Charles Tamko Sirato / Tamkó Sirató Károly

magyar

FINALLY IN PRINT!

TAMKÓ SIRATÓ KÁROLY:
A DIMENZIONISTA MANIFESZTUM TÖRTÉNETE


CHARLES TAMKÓ SIRATÓ:
THE HISTORY OF THE DIMENSIONIST MANIFESTO

ALBUM I OF DIMENSIONISM (non-Euclidean arts)
The Systematisation of Avant-Garde Arts

Texts edited and notes written by: Júlia Klaniczay. Postscript by: László L. Simon
Artpool – Magyar Műhely Kiadó, Budapest, 2010, 198 p.
Book supplement: Manifeste Dimensioniste, 1936 (reprint)
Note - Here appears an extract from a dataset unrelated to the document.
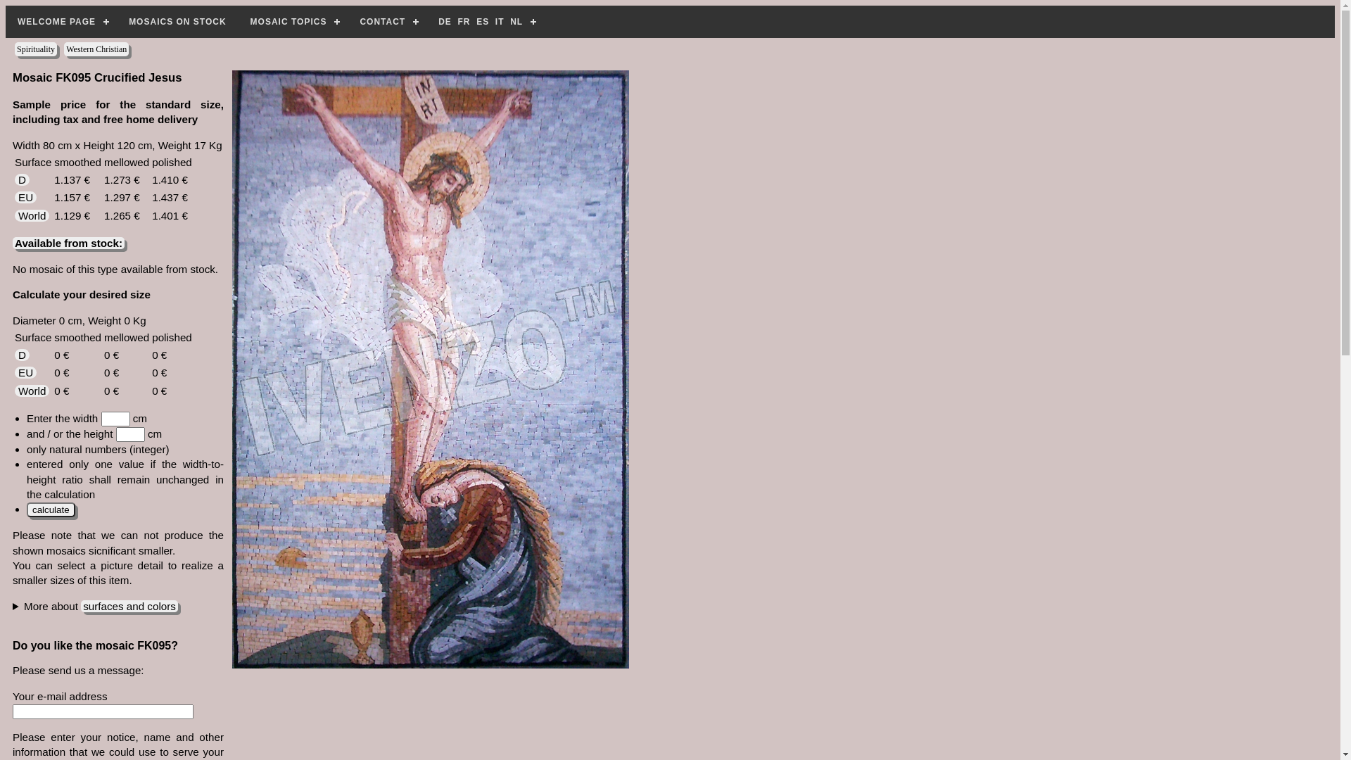 This screenshot has height=760, width=1351. Describe the element at coordinates (61, 22) in the screenshot. I see `WELCOME PAGE` at that location.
Charles Tamkó Sirató – an unfairly forgotten figure of Hungarian intellectual, art and literary history – systematised the Avant-garde arts in a unique fashion, applying it to his own poetry (Planism) and the history and the future of literature and the arts.
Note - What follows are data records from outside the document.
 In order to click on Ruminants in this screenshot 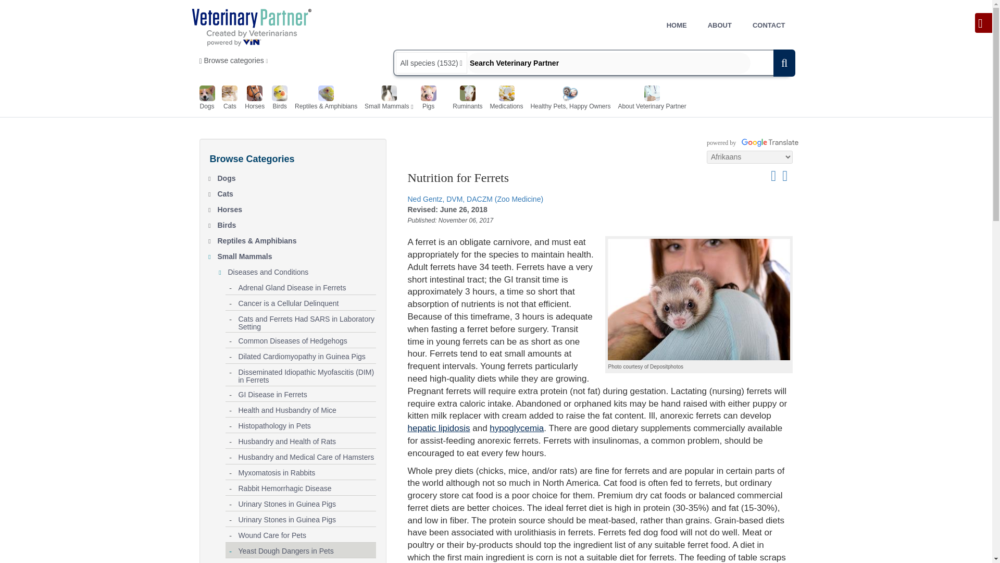, I will do `click(467, 99)`.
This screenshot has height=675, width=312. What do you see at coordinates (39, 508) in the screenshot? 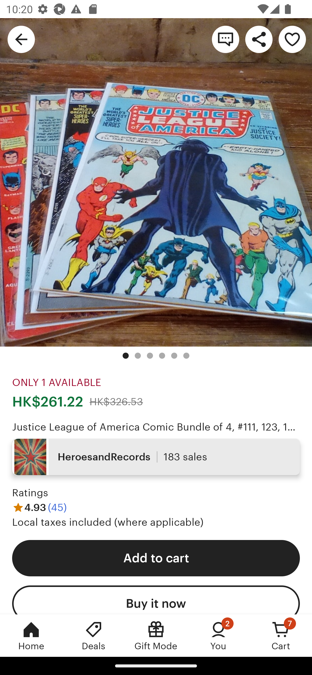
I see `4.93 (45)` at bounding box center [39, 508].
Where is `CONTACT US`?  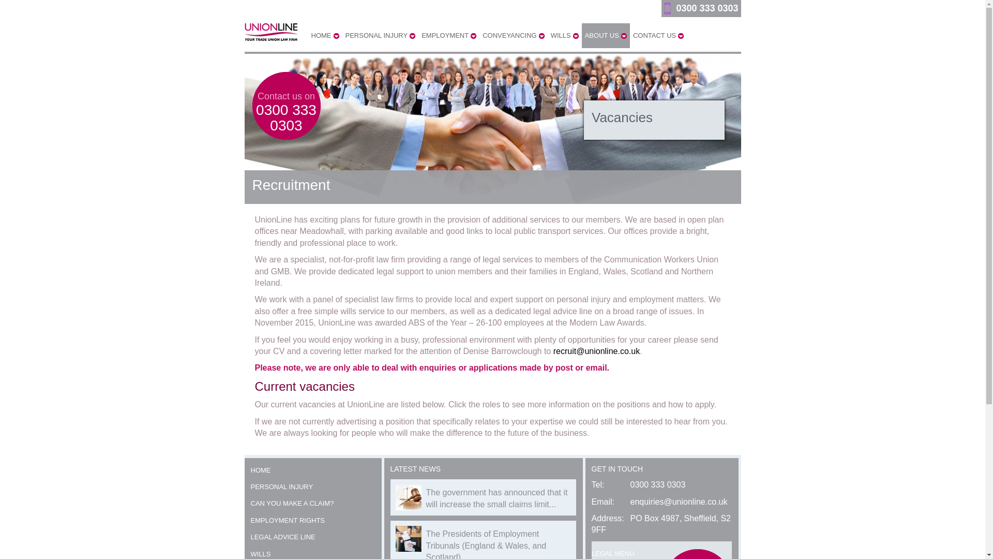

He formulated his system based on modern physics and philosophy in the 1930s in Paris, where his original, experimental types of poetry, namely "numerokinetic constructions", electric poems and "Planar poems" [Poèmes planistes], were all regarded as a novelty and where he was a renowned member of international art circles.
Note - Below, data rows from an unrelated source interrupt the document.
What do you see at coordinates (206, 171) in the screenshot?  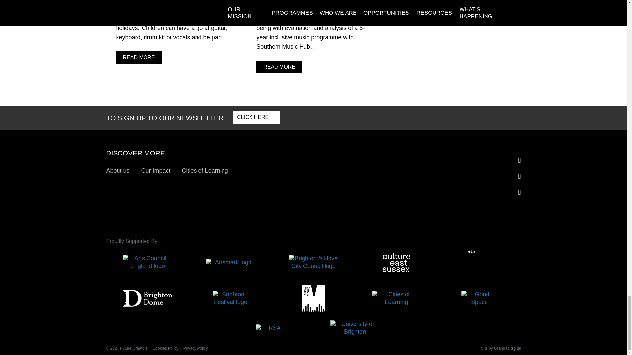 I see `Cities of Learning` at bounding box center [206, 171].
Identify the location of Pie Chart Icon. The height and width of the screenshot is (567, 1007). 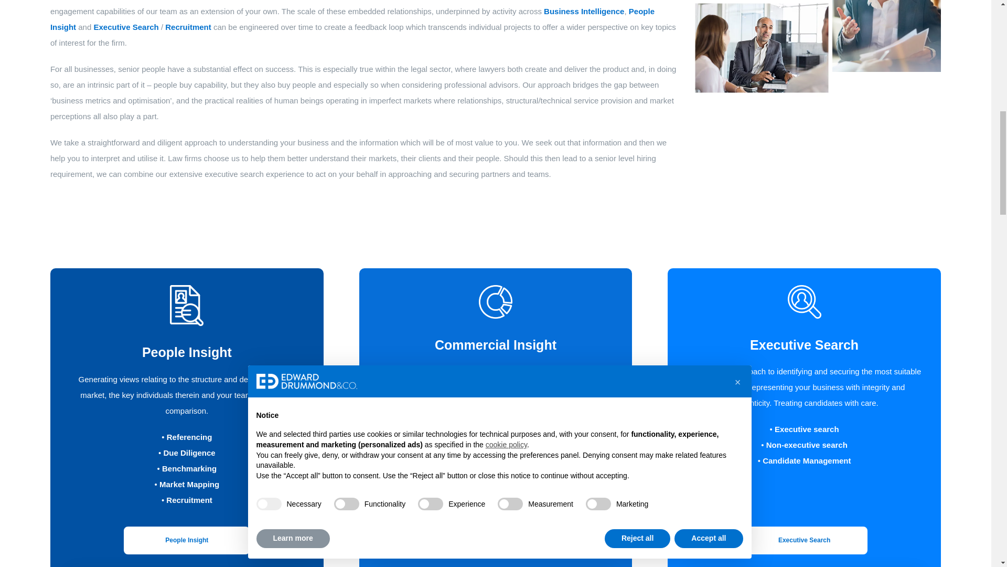
(496, 301).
He discovered that even though the static forms of art were increasingly breaking up in the turbulent and seemingly chaotic art scene of his time, there was a common law in the changes which could always be described as an extension into a new dimension. To express this, he used the formula N+1. That is, when the arts lacked unity, a system or some arrangement into an organic process, Charles Tamkó Sirató summed up the essence of his theory in The Dimensionist Manifesto and set about applying his approach to the historical development of the arts, based on the essence of Dimensionism: it is deductive with respect to the past, inductive with respect to the future and alive in the present. His manifesto, published in 1936, was endorsed and signed by the most prominent artists of the time: Arp, Calder, Delaunay, Duchamp, Kandinski, Moholy-Nagy, Picabia, and others.

Tamkó Sirató’s theory about the history and future development of the arts was the first attempt at systematising the mass of changes that we now call Modern and Avant-garde art: it provides a lucid, natural and concise framework for the entire “sequence of ism-revolutions”. This book should have been included in the educational curriculum long ago.

Katalin Keserü

English translation of the Content page of the publication

Short biography of Charles Tamkó Sirató

Planar poems [Poèmes planistes] by Charles Tamkó Sirató

Related study:
Oliver A. I. Botar: Charles Sirató and the Manifeste Dimensioniste
manuscript, 1998, circulated by the Artpool Art Research Centre, Budapest with the author’s permission, 2010

see online the Italian translation:
Oliver A. I. Botar: Charles Sirató e il Manifesto Dimensionista,
in: Documenti, Storia e Teorie delle Arti, no. 1, (2004-2005) "Scienza e arte: Il contributo dell’Europa orientale alle avanguardie artistiche della metà del novecento." a cura di Marco Pogacnik e Luka Skansi, Scuola di Studi Avanzati di Venezia (online publication).